Missouri State Fair officials have banned for life the rodeo clown who wore a President Obama mask while facing bulls at the event over the weekend.

The clown in question engaged in an “unconscionable stunt” and will never perform at the Show Me state venue again, the Missouri State Fair Commission said Monday, in a statement. Fair officials are also reviewing their contract with the Missouri Rodeo Cowboy Association, the contractor responsible for hiring and overseeing bull ring clowns.

The performance was “inappropriate and not in keeping with the Fair’s standards," said the statement.

The fair did not reveal the clown’s identity.

During a bull riding contest on Sunday, the clown appeared wearing a rubber mask of the president with an upside down broomstick trailing from his backside, as if it were a tail. The audience was asked, over a public address system, if it wanted to see Mr. Obama “run down by a bull.” Many people present clapped and cheered, according to one witness, Perry Beam.

“It was feeling like some kind of Klan rally,” said Mr. Beam.

Others defended the act as within the mainstream of rodeo ring entertainment. The clown was meant to be imitating a dummy, another witness, Missouri Rodeo Cowboy Association member David Berry, told the Associated Press. Bull ring clowns often dress as sitting presidents, Mr. Berry said.

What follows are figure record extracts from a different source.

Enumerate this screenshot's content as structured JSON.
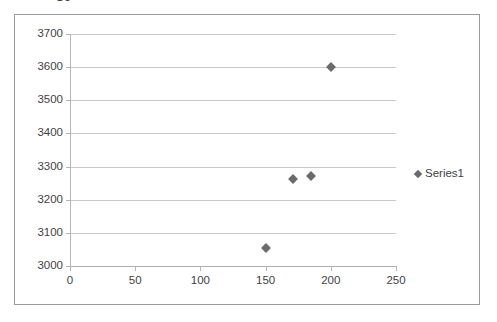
{
  "title_fragment": "Sc",
  "legend": {
    "position": "right",
    "entries": [
      {
        "label": "Series1",
        "marker": "diamond-marker",
        "color": "#6b6b6b"
      }
    ]
  },
  "colors": {
    "marker": "#6b6b6b",
    "gridline": "#c8c8c8",
    "axis": "#b5b5b5",
    "frame_border": "#9a9a9a",
    "text": "#3f3f3f",
    "background": "#ffffff"
  },
  "chart_data": {
    "type": "scatter",
    "title": "",
    "xlabel": "",
    "ylabel": "",
    "xlim": [
      0,
      250
    ],
    "ylim": [
      3000,
      3700
    ],
    "xticks": [
      0,
      50,
      100,
      150,
      200,
      250
    ],
    "yticks": [
      3000,
      3100,
      3200,
      3300,
      3400,
      3500,
      3600,
      3700
    ],
    "xtick_labels": [
      "0",
      "50",
      "100",
      "150",
      "200",
      "250"
    ],
    "ytick_labels": [
      "3000",
      "3100",
      "3200",
      "3300",
      "3400",
      "3500",
      "3600",
      "3700"
    ],
    "grid": {
      "horizontal": true,
      "vertical": false
    },
    "legend_position": "right",
    "series": [
      {
        "name": "Series1",
        "marker": "diamond",
        "color": "#6b6b6b",
        "points": [
          {
            "x": 150,
            "y": 3055
          },
          {
            "x": 171,
            "y": 3262
          },
          {
            "x": 185,
            "y": 3272
          },
          {
            "x": 200,
            "y": 3600
          }
        ]
      }
    ]
  }
}
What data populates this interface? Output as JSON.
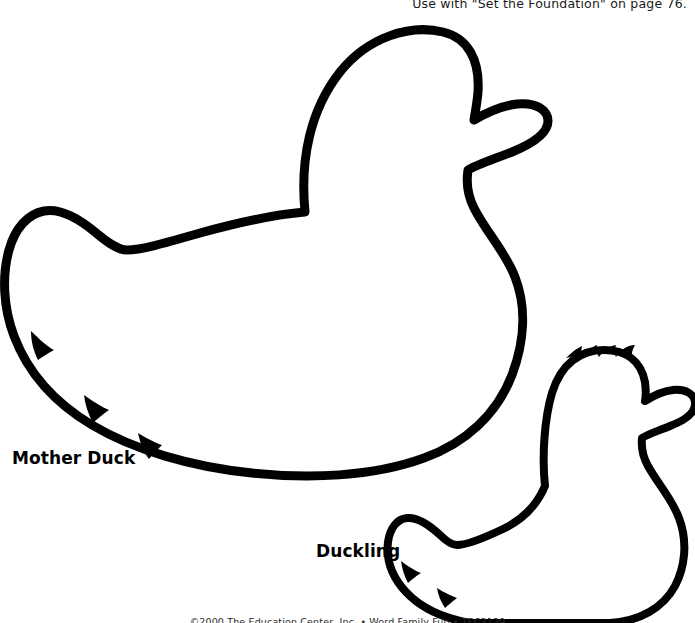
{
  "page": {
    "background_color": "#ffffff",
    "ink_color": "#000000",
    "width": 695,
    "height": 623
  },
  "header": {
    "note": "Use with \"Set the Foundation\" on page 76.",
    "clipped": true
  },
  "footer": {
    "copyright": "©2000 The Education Center, Inc. • Word Family Fun • TEC3139",
    "clipped": true
  },
  "shapes": [
    {
      "id": "mother-duck",
      "label": "Mother Duck",
      "label_x": 12,
      "label_y": 448,
      "description": "Large duck outline facing right with rounded head, flat beak, curved back, feathered tail at left",
      "stroke_color": "#000000",
      "fill_color": "#ffffff"
    },
    {
      "id": "duckling",
      "label": "Duckling",
      "label_x": 316,
      "label_y": 541,
      "description": "Small duck outline facing right with tufted head, short beak, rounded body, feathered tail at left",
      "stroke_color": "#000000",
      "fill_color": "#ffffff"
    }
  ],
  "icons": {
    "mother_duck_outline": "duck-outline-large",
    "duckling_outline": "duck-outline-small"
  }
}
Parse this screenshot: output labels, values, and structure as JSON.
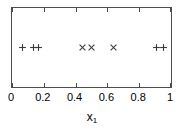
{
  "chart_data": {
    "type": "scatter",
    "title": "",
    "subtitle": "",
    "xlabel": "x1",
    "xlabel_base": "x",
    "xlabel_sub": "1",
    "ylabel": "",
    "xlim": [
      0,
      1
    ],
    "ylim": [
      0,
      1
    ],
    "grid": false,
    "legend": false,
    "legend_position": "none",
    "y_axis_ticks": [],
    "y_tick_labels": [],
    "x_ticks": [
      0,
      0.2,
      0.4,
      0.6,
      0.8,
      1
    ],
    "x_tick_labels": [
      "0",
      "0.2",
      "0.4",
      "0.6",
      "0.8",
      "1"
    ],
    "tick_direction": "in",
    "tick_sides": [
      "top",
      "bottom"
    ],
    "marker_y": 0.5,
    "series": [
      {
        "name": "plus-group",
        "marker": "plus",
        "color": "#3a3a3a",
        "x": [
          0.068,
          0.137,
          0.168,
          0.906,
          0.95
        ],
        "y": [
          0.5,
          0.5,
          0.5,
          0.5,
          0.5
        ]
      },
      {
        "name": "cross-group",
        "marker": "cross",
        "color": "#3a3a3a",
        "x": [
          0.441,
          0.503,
          0.64
        ],
        "y": [
          0.5,
          0.5,
          0.5
        ]
      }
    ]
  },
  "figure": {
    "background_color": "#ffffff",
    "frame_color": "#4d4d4d",
    "marker_color": "#3a3a3a",
    "text_color": "#000000"
  }
}
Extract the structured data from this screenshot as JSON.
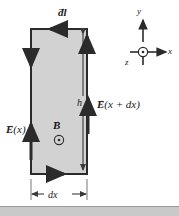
{
  "figure": {
    "background_color": "#ffffff",
    "loop_fill_color": "#d2d2d2",
    "line_color": "#2b2b2b",
    "band_color": "#c9c9c9"
  },
  "labels": {
    "line_element": {
      "symbol": "d",
      "variable": "l",
      "vector": true,
      "text": "dl"
    },
    "height": {
      "text": "h"
    },
    "field_right": {
      "prefix": "E",
      "arg": "(x + dx)",
      "vector": true
    },
    "field_left": {
      "prefix": "E",
      "arg": "(x)",
      "vector": true
    },
    "magnetic_field": {
      "prefix": "B",
      "vector": true,
      "direction": "out-of-page"
    },
    "width": {
      "text": "dx"
    }
  },
  "axes": {
    "y_label": "y",
    "x_label": "x",
    "z_label": "z",
    "z_direction": "out-of-page"
  },
  "arrows": {
    "top_edge_direction": "left",
    "left_edge_direction": "down",
    "right_edge_direction": "up",
    "bottom_edge_direction": "right",
    "circulation": "counterclockwise",
    "field_left_direction": "up",
    "field_right_direction": "up"
  },
  "glyphs": {
    "vector_arrow": "→",
    "dot_out_of_page": "⊙"
  }
}
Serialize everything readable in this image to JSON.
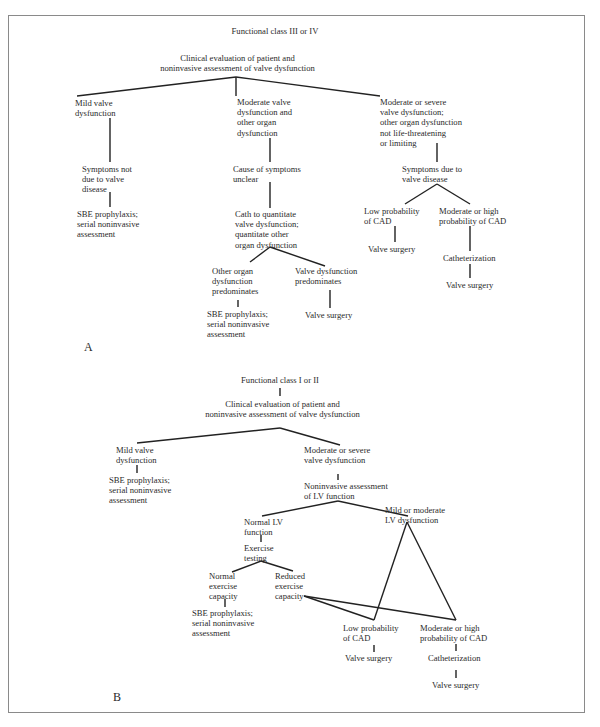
{
  "panel_a": {
    "label": "A",
    "title": "Functional class III or IV",
    "root": "Clinical evaluation of patient and\nnoninvasive assessment of valve dysfunction",
    "branch_mild": "Mild valve\ndysfunction",
    "branch_moderate": "Moderate valve\ndysfunction and\nother organ\ndysfunction",
    "branch_severe": "Moderate or severe\nvalve dysfunction;\nother organ dysfunction\nnot life-threatening\nor limiting",
    "mild_symptoms": "Symptoms not\ndue to valve\ndisease",
    "mild_outcome": "SBE prophylaxis;\nserial noninvasive\nassessment",
    "moderate_cause": "Cause of symptoms\nunclear",
    "moderate_cath": "Cath to quantitate\nvalve dysfunction;\nquantitate other\norgan dysfunction",
    "other_organ": "Other organ\ndysfunction\npredominates",
    "other_organ_outcome": "SBE prophylaxis;\nserial noninvasive\nassessment",
    "valve_predominates": "Valve dysfunction\npredominates",
    "valve_predominates_outcome": "Valve surgery",
    "severe_symptoms": "Symptoms due to\nvalve disease",
    "low_cad": "Low probability\nof CAD",
    "low_cad_outcome": "Valve surgery",
    "high_cad": "Moderate or high\nprobability of CAD",
    "high_cad_cath": "Catheterization",
    "high_cad_outcome": "Valve surgery"
  },
  "panel_b": {
    "label": "B",
    "title": "Functional class I or II",
    "root": "Clinical evaluation of patient and\nnoninvasive assessment of valve dysfunction",
    "branch_mild": "Mild valve\ndysfunction",
    "mild_outcome": "SBE prophylaxis;\nserial noninvasive\nassessment",
    "branch_severe": "Moderate or severe\nvalve dysfunction",
    "lv_assessment": "Noninvasive assessment\nof LV function",
    "normal_lv": "Normal LV\nfunction",
    "exercise_testing": "Exercise\ntesting",
    "normal_capacity": "Normal\nexercise\ncapacity",
    "normal_capacity_outcome": "SBE prophylaxis;\nserial noninvasive\nassessment",
    "reduced_capacity": "Reduced\nexercise\ncapacity",
    "mild_lv_dysfunction": "Mild or moderate\nLV dysfunction",
    "low_cad": "Low probability\nof CAD",
    "low_cad_outcome": "Valve surgery",
    "high_cad": "Moderate or high\nprobability of CAD",
    "high_cad_cath": "Catheterization",
    "high_cad_outcome": "Valve surgery"
  }
}
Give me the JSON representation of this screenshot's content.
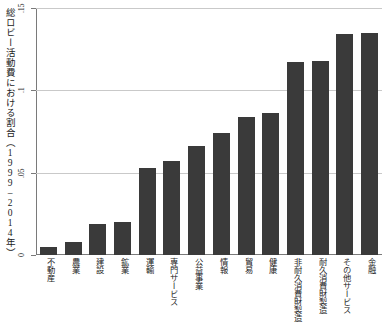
{
  "chart_data": {
    "type": "bar",
    "title": "",
    "subtitle": "",
    "xlabel": "",
    "ylabel": "総ロビー活動費における割合（1999–2014年）",
    "ylim": [
      0,
      0.15
    ],
    "yticks": [
      0,
      0.05,
      0.1,
      0.15
    ],
    "ytick_labels": [
      "0",
      ".05",
      ".1",
      ".15"
    ],
    "grid": true,
    "legend": "none",
    "orientation": "vertical",
    "bar_color": "#3a3a3a",
    "categories": [
      "不動産",
      "農業",
      "建設",
      "鉱業",
      "運輸",
      "専門サービス",
      "公益事業",
      "情報",
      "貿易",
      "健康",
      "非耐久消費財製造",
      "耐久消費財製造",
      "その他サービス",
      "金融"
    ],
    "values": [
      0.005,
      0.008,
      0.019,
      0.02,
      0.053,
      0.057,
      0.066,
      0.074,
      0.084,
      0.086,
      0.117,
      0.118,
      0.134,
      0.135
    ]
  }
}
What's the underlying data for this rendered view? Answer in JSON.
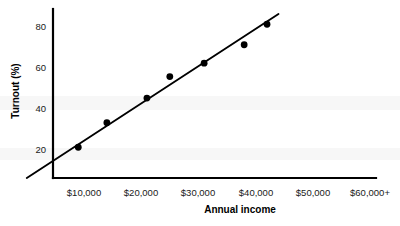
{
  "chart_data": {
    "type": "scatter",
    "title": "",
    "xlabel": "Annual income",
    "ylabel": "Turnout (%)",
    "x_tick_labels": [
      "$10,000",
      "$20,000",
      "$30,000",
      "$40,000",
      "$50,000",
      "$60,000+"
    ],
    "x_tick_values": [
      10000,
      20000,
      30000,
      40000,
      50000,
      60000
    ],
    "y_tick_labels": [
      "20",
      "40",
      "60",
      "80"
    ],
    "y_tick_values": [
      20,
      40,
      60,
      80
    ],
    "xlim": [
      0,
      65000
    ],
    "ylim": [
      0,
      88
    ],
    "grid": false,
    "legend": "none",
    "series": [
      {
        "name": "Voter turnout by income",
        "marker": "filled-circle",
        "color": "#000000",
        "points": [
          {
            "x": 9000,
            "y": 15
          },
          {
            "x": 14000,
            "y": 27
          },
          {
            "x": 21000,
            "y": 39
          },
          {
            "x": 25000,
            "y": 49.5
          },
          {
            "x": 31000,
            "y": 56
          },
          {
            "x": 38000,
            "y": 65
          },
          {
            "x": 42000,
            "y": 75
          }
        ]
      }
    ],
    "trend_line": {
      "name": "fit-line",
      "color": "#000000",
      "start": {
        "x": 0,
        "y": 0
      },
      "end": {
        "x": 44000,
        "y": 80
      }
    }
  },
  "axes": {
    "x_axis_name": "x-axis",
    "y_axis_name": "y-axis"
  }
}
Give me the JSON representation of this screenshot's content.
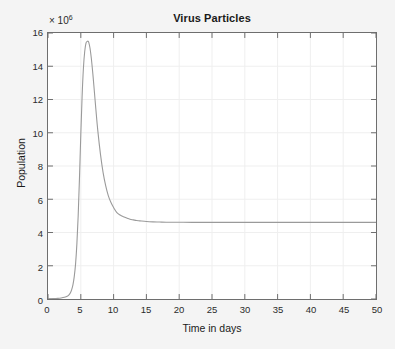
{
  "chart_data": {
    "type": "line",
    "title": "Virus Particles",
    "xlabel": "Time in days",
    "ylabel": "Population",
    "y_exponent_prefix": "× 10",
    "y_exponent_power": "6",
    "y_scale_factor": 1000000,
    "xlim": [
      0,
      50
    ],
    "ylim": [
      0,
      16
    ],
    "xticks": [
      0,
      5,
      10,
      15,
      20,
      25,
      30,
      35,
      40,
      45,
      50
    ],
    "yticks": [
      0,
      2,
      4,
      6,
      8,
      10,
      12,
      14,
      16
    ],
    "xtick_labels": [
      "0",
      "5",
      "10",
      "15",
      "20",
      "25",
      "30",
      "35",
      "40",
      "45",
      "50"
    ],
    "ytick_labels": [
      "0",
      "2",
      "4",
      "6",
      "8",
      "10",
      "12",
      "14",
      "16"
    ],
    "grid": true,
    "legend": null,
    "line_color": "#9a9a9a",
    "axis_color": "#6e6e6e",
    "grid_color": "#efefef",
    "plot_background": "#ffffff",
    "figure_background": "#f4f4f4",
    "series": [
      {
        "name": "Virus Particles",
        "x": [
          0,
          0.5,
          1,
          1.5,
          2,
          2.5,
          3,
          3.2,
          3.4,
          3.6,
          3.8,
          4,
          4.2,
          4.4,
          4.6,
          4.8,
          5,
          5.2,
          5.4,
          5.6,
          5.8,
          6,
          6.1,
          6.2,
          6.4,
          6.6,
          6.8,
          7,
          7.3,
          7.6,
          8,
          8.4,
          8.8,
          9.2,
          9.6,
          10,
          10.5,
          11,
          11.5,
          12,
          12.5,
          13,
          13.5,
          14,
          15,
          16,
          17,
          18,
          20,
          22,
          25,
          30,
          35,
          40,
          45,
          50
        ],
        "y": [
          0.02,
          0.02,
          0.03,
          0.04,
          0.06,
          0.1,
          0.18,
          0.25,
          0.36,
          0.55,
          0.85,
          1.35,
          2.1,
          3.3,
          5.0,
          7.3,
          9.9,
          12.2,
          13.9,
          14.9,
          15.4,
          15.5,
          15.5,
          15.45,
          15.1,
          14.5,
          13.7,
          12.8,
          11.4,
          10.1,
          8.7,
          7.6,
          6.8,
          6.2,
          5.8,
          5.5,
          5.2,
          5.05,
          4.95,
          4.87,
          4.8,
          4.76,
          4.72,
          4.7,
          4.66,
          4.64,
          4.63,
          4.62,
          4.62,
          4.61,
          4.61,
          4.61,
          4.61,
          4.61,
          4.61,
          4.61
        ]
      }
    ]
  }
}
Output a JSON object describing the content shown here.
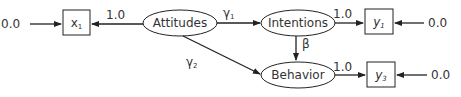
{
  "diagram": {
    "type": "path-model",
    "latent_nodes": [
      {
        "id": "attitudes",
        "label": "Attitudes"
      },
      {
        "id": "intentions",
        "label": "Intentions"
      },
      {
        "id": "behavior",
        "label": "Behavior"
      }
    ],
    "observed_nodes": [
      {
        "id": "x1",
        "base": "x",
        "sub": "1"
      },
      {
        "id": "y1",
        "base": "y",
        "sub": "1"
      },
      {
        "id": "y3",
        "base": "y",
        "sub": "3"
      }
    ],
    "edge_labels": {
      "attitudes_x1": "1.0",
      "intentions_y1": "1.0",
      "behavior_y3": "1.0",
      "gamma1": "γ",
      "gamma1_sub": "1",
      "gamma2": "γ",
      "gamma2_sub": "2",
      "beta": "β"
    },
    "error_labels": {
      "x1_error": "0.0",
      "y1_error": "0.0",
      "y3_error": "0.0"
    }
  }
}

“The joke is not that it was the president. They drag out this person dressed like a dummy and all of a sudden this dummy just takes off running. That’s what’s funny,” Berry told AP.

Whatever the intent, the nationwide reaction was harsh. Photos and video of the event went viral, and social media exploded with condemnation.

The public address announcer at the rodeo, Mark Ficken, is trying to distance himself from the fracas. Mr. Ficken, president of the Missouri Rodeo Cowboy Association and superintendent of the Boonville School District, said the clown was wearing a wireless mike and made most of the comments heard by the audience. Ficken said through an attorney that he was “as surprised as anyone” at the appearance of an Obama mask.

The speed with which fair officials responded to the uproar may be indicative of both the seriousness with which they took the stunt and the fact that Missouri is not exactly a deep-red anti-Obama state.

Instead, Missouri is a conservative rural center sandwiched between two urban areas, St. Louis and Kansas City, which contain lots of Democratic voters.

Mitt Romney did beat Obama there in 2012 by almost 10 points, 53.8 percent to 44.4 percent. But Obama essentially tied John McCain in Missouri in 2008. Gov. Jay Nixon is a Democrat, as is Attorney General Chris Koster, Secretary of State Jason Kander, and one of the state’s two US senators, Claire McCaskill.

If it’s not purple, Missouri is at least a purple-tinged state, and fair officials are surely cognizant of that, given that they receive more than $400,000 in state money to help fund their event.